This webinar is intended for legal service providers who are new to the area of family-based immigration and will focus on the basics of the family visa petition. We will cover which relatives can qualify for family-based immigration and how they fit and move around the preference categories with events such as marriage, divorce, or the naturalization of the petitioner. After reviewing the role of the visa bulletin, we will explain how priority dates are established, lost, and recaptured, as well as what happens to widows and other beneficiaries when the qualifying relative dies. The discussion will include an overview of the Child Status Protection Act.
Presenters:
Allison Davenport, ILRC Staff Attorney
Allison Davenport joined the ILRC in 2015 as a staff attorney based in California’s Central Valley, where she was born and raised. Prior to joining the ILRC, she was a clinical instructor with the International Human Rights Law Clinic at UC Berkeley School of Law. At the clinic she directed the establishment of the Legal Support Program for undocumented students, the documentation of human rights abuses against LGBTI individuals in El Salvador, and the promotion of equal access to clean water in California. Allison practiced immigration law, first in private practice and then as founder of the immigration legal services program at Centro Legal de la Raza. Allison also formerly worked as a staff attorney with the Center for Gender and Refugee Studies at UC Hastings. She graduated from UC Berkeley with a JD and an MA in Latin American Studies. Allison speaks Spanish.
Alison Kamhi, ILRC Staff Attorney
Alison is a dedicated immigrant advocate who brings significant experience in immigration law to the ILRC. Prior to the ILRC, Alison worked as a Clinical Teaching Fellow at the Stanford Law School Immigrants' Rights Clinic, where she supervised removal defense cases and immigrants' rights advocacy projects. Before Stanford, she represented abandoned and abused immigrant youth as a Skadden Fellow at Bay Area Legal Aid and at Catholic Charities Community Services in New York. While in law school, Alison worked at the UNHCR, the ACLU Immigrants' Rights Project, and Greater Boston Legal Services Immigration Unit. After law school, she clerked for the Honorable Julia Gibbons in the U.S. Court of Appeals for the Sixth Circuit. Alison enjoys playing the piano and traveling. Before law school, she received a Fulbright Scholarship to study the rise of neo-Nazism and anti-immigrant sentiment in former East Germany. She has also lived in Russia, France, Cambodia, and Madagascar. Alison received her J.D. from Harvard Law School and her B.A. from Stanford University.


• _Activity_:
Where an entry holds an image, leave the image out; otherwise reproduce the entry exactly.

(Saved data entries)
[Start of section]

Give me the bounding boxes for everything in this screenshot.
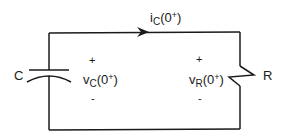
vr-superscript: + (214, 72, 219, 82)
resistor-minus-sign: - (198, 93, 202, 104)
capacitor-voltage-label: vC(0+) (83, 73, 118, 86)
vr-close: ) (220, 72, 224, 87)
resistor-plus-sign: + (196, 54, 202, 65)
vr-symbol: v (189, 72, 196, 87)
current-argument: (0 (160, 10, 172, 25)
capacitor-label: C (14, 69, 23, 82)
current-subscript: C (153, 16, 160, 27)
resistor-label: R (263, 69, 272, 82)
resistor-zigzag (229, 66, 254, 86)
circuit-diagram (0, 0, 285, 139)
vc-argument: (0 (97, 72, 109, 87)
vc-close: ) (114, 72, 118, 87)
vr-subscript: R (196, 78, 203, 89)
capacitor-minus-sign: - (91, 93, 95, 104)
vr-argument: (0 (203, 72, 215, 87)
resistor-voltage-label: vR(0+) (189, 73, 224, 86)
current-label: iC(0+) (150, 11, 181, 24)
vc-subscript: C (90, 78, 97, 89)
vc-symbol: v (83, 72, 90, 87)
capacitor-plus-sign: + (89, 55, 95, 66)
current-superscript: + (172, 10, 177, 20)
wire-bottom (49, 129, 240, 130)
vc-superscript: + (108, 72, 113, 82)
current-close: ) (177, 10, 181, 25)
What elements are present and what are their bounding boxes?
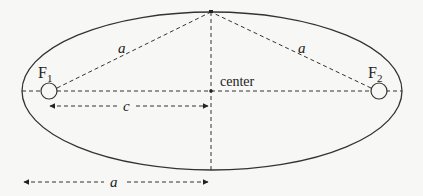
- a-label-upper-left: a: [118, 40, 126, 56]
- focus2-label: F2: [368, 64, 382, 84]
- center-label: center: [220, 74, 255, 89]
- center-point: [209, 89, 213, 93]
- focus1-label: F1: [38, 64, 52, 84]
- ellipse-diagram: F1 F2 center a a c a: [0, 0, 423, 196]
- focus1-to-top-line: [57, 12, 211, 88]
- focus1-circle: [41, 83, 57, 99]
- a-label-upper-right: a: [298, 40, 306, 56]
- top-vertex-mark: [209, 10, 213, 13]
- a-label-bottom: a: [110, 174, 118, 190]
- c-label: c: [123, 98, 130, 114]
- focus2-circle: [371, 83, 387, 99]
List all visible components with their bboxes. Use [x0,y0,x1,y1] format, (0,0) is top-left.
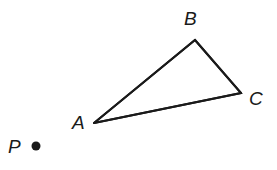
point-p-dot [32,142,41,151]
canvas-background [0,0,277,170]
geometry-figure: A B C P [0,0,277,170]
point-label-p: P [8,137,21,156]
vertex-label-c: C [249,89,263,108]
figure-canvas [0,0,277,170]
vertex-label-a: A [72,113,85,132]
vertex-label-b: B [184,9,197,28]
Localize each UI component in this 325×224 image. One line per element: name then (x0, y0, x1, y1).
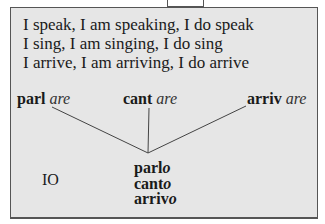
connector-line-middle (148, 108, 149, 153)
connector-line-left (52, 107, 148, 153)
connector-lines (0, 0, 325, 224)
connector-line-right (148, 106, 246, 153)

[End of section]

• _Output for this exercise_:
Give me the bounding boxes for everything in this screenshot.
vr-superscript: + (214, 72, 219, 82)
resistor-minus-sign: - (198, 93, 202, 104)
capacitor-voltage-label: vC(0+) (83, 73, 118, 86)
vr-close: ) (220, 72, 224, 87)
resistor-plus-sign: + (196, 54, 202, 65)
vr-symbol: v (189, 72, 196, 87)
current-argument: (0 (160, 10, 172, 25)
capacitor-label: C (14, 69, 23, 82)
current-subscript: C (153, 16, 160, 27)
resistor-label: R (263, 69, 272, 82)
resistor-zigzag (229, 66, 254, 86)
circuit-diagram (0, 0, 285, 139)
vc-argument: (0 (97, 72, 109, 87)
vc-close: ) (114, 72, 118, 87)
vr-subscript: R (196, 78, 203, 89)
capacitor-minus-sign: - (91, 93, 95, 104)
vr-argument: (0 (203, 72, 215, 87)
resistor-voltage-label: vR(0+) (189, 73, 224, 86)
current-label: iC(0+) (150, 11, 181, 24)
vc-subscript: C (90, 78, 97, 89)
vc-symbol: v (83, 72, 90, 87)
capacitor-plus-sign: + (89, 55, 95, 66)
current-superscript: + (172, 10, 177, 20)
wire-bottom (49, 129, 240, 130)
vc-superscript: + (108, 72, 113, 82)
current-close: ) (177, 10, 181, 25)
What elements are present and what are their bounding boxes?
- a-label-upper-left: a: [118, 40, 126, 56]
- focus2-label: F2: [368, 64, 382, 84]
- center-label: center: [220, 74, 255, 89]
- center-point: [209, 89, 213, 93]
- focus1-label: F1: [38, 64, 52, 84]
- ellipse-diagram: F1 F2 center a a c a: [0, 0, 423, 196]
- focus1-to-top-line: [57, 12, 211, 88]
- focus1-circle: [41, 83, 57, 99]
- a-label-upper-right: a: [298, 40, 306, 56]
- top-vertex-mark: [209, 10, 213, 13]
- a-label-bottom: a: [110, 174, 118, 190]
- c-label: c: [123, 98, 130, 114]
- focus2-circle: [371, 83, 387, 99]
List all visible components with their bboxes. Use [x0,y0,x1,y1] format, (0,0) is top-left.
point-p-dot [32,142,41,151]
canvas-background [0,0,277,170]
geometry-figure: A B C P [0,0,277,170]
point-label-p: P [8,137,21,156]
vertex-label-c: C [249,89,263,108]
figure-canvas [0,0,277,170]
vertex-label-a: A [72,113,85,132]
vertex-label-b: B [184,9,197,28]
Localize each UI component in this 325×224 image. One line per element: name then (x0, y0, x1, y1).
connector-line-middle (148, 108, 149, 153)
connector-line-left (52, 107, 148, 153)
connector-lines (0, 0, 325, 224)
connector-line-right (148, 106, 246, 153)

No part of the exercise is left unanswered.